For a city that lost four-and-a-half centuries ago (Florence won), Siena has a lot of pride. This is because Siena is beautiful, and because Siena is full of Italians.

The city is divided into 17 contradas, which are kind of like residential colleges, except much more medieval and even more intense. Twice a year, in July and August, the contradas compete in a bareback horse race called the Palio. (A banner, or “palio,” is what the winning contrada carries across the city after the race.) This may sound like the tourist trap to end all tourist traps. It isn’t: the people who live in Siena take this stuff very seriously.

It requires a special effort for me to begin to conceive of why the Palio stirs up the emotions it does. The jockeys are hired guns from Sardinia, not contrada devotees, and the horses don’t even come from Siena. Of course, don’t say any of this to the Sienese, or you might find yourself at the wrong end of a thoroughbred.

Horses are assigned to each of the 10 participating contradas a week before the race. A few minutes into this year’s event, two big groups of people came to a stop on the horse-schlepping slope that leads to the main square, and for a moment it looked like they were all swimming the crawl, very fast, in place. To me, this was simply a new and fascinating cheer. Then a teenage girl flopped over the fence between the slope and the square, bawling. It dawned on me: nobody was swimming. Everybody was punching each other.

Apparently, one contrada had made fun of another’s horse. If in Rome you should do as the Romans do, in Siena, you should steer away from ridiculing another man’s cavallo.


Below are the records; copy every line in them that holds the string "Total".

:: Records provided ::

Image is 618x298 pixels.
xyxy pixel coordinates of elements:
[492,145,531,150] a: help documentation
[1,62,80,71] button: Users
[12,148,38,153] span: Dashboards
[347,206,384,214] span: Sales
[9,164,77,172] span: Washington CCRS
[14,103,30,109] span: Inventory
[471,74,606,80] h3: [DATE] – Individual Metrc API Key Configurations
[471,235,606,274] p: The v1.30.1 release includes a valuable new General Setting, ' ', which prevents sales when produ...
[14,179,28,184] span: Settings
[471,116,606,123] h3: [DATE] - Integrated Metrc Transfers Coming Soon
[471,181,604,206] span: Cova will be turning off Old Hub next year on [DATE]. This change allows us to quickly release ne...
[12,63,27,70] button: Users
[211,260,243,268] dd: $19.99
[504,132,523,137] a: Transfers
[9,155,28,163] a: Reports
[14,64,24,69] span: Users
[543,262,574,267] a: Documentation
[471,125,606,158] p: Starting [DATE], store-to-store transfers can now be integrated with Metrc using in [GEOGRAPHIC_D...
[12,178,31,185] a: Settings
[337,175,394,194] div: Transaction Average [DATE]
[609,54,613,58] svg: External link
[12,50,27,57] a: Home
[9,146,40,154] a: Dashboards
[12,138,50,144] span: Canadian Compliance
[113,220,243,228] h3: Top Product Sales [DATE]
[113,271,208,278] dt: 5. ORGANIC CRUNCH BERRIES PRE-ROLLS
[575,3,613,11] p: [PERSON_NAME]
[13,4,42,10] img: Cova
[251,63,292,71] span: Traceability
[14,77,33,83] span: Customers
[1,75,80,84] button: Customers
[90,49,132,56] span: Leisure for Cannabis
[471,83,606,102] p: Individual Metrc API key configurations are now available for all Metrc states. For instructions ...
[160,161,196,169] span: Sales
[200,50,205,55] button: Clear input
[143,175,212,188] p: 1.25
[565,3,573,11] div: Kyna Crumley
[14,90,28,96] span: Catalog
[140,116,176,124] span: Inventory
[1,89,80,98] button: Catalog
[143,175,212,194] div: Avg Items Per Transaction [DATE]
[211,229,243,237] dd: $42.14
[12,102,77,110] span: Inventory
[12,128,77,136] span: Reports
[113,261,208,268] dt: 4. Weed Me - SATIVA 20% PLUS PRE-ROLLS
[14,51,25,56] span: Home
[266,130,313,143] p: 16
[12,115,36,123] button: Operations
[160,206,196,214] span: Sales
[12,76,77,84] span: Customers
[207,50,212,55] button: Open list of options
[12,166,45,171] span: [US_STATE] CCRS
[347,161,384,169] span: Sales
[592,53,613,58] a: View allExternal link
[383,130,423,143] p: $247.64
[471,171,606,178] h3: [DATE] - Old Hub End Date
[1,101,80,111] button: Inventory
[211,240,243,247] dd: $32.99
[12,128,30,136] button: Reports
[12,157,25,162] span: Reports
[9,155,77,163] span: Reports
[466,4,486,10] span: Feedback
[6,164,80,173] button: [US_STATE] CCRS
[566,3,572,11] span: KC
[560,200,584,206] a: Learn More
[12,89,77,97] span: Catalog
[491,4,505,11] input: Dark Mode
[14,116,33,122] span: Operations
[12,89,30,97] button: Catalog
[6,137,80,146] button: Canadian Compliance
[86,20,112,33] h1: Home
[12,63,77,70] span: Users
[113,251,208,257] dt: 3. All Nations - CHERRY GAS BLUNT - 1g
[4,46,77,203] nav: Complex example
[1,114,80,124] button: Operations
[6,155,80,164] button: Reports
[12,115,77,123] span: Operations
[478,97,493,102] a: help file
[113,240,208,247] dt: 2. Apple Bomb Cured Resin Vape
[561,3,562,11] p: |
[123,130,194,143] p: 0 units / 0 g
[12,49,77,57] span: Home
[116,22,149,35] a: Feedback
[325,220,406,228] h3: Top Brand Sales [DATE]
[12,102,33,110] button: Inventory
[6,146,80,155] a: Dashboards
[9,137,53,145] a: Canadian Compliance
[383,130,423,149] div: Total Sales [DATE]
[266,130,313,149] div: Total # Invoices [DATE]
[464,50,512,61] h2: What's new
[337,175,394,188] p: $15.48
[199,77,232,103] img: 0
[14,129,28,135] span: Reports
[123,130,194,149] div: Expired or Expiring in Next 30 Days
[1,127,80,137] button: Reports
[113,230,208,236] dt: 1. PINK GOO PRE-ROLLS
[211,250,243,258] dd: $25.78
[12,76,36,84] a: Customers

:::

◆ Answer to the problem ◆
[383,130,423,149] div: Total Sales [DATE]
[266,130,313,149] div: Total # Invoices [DATE]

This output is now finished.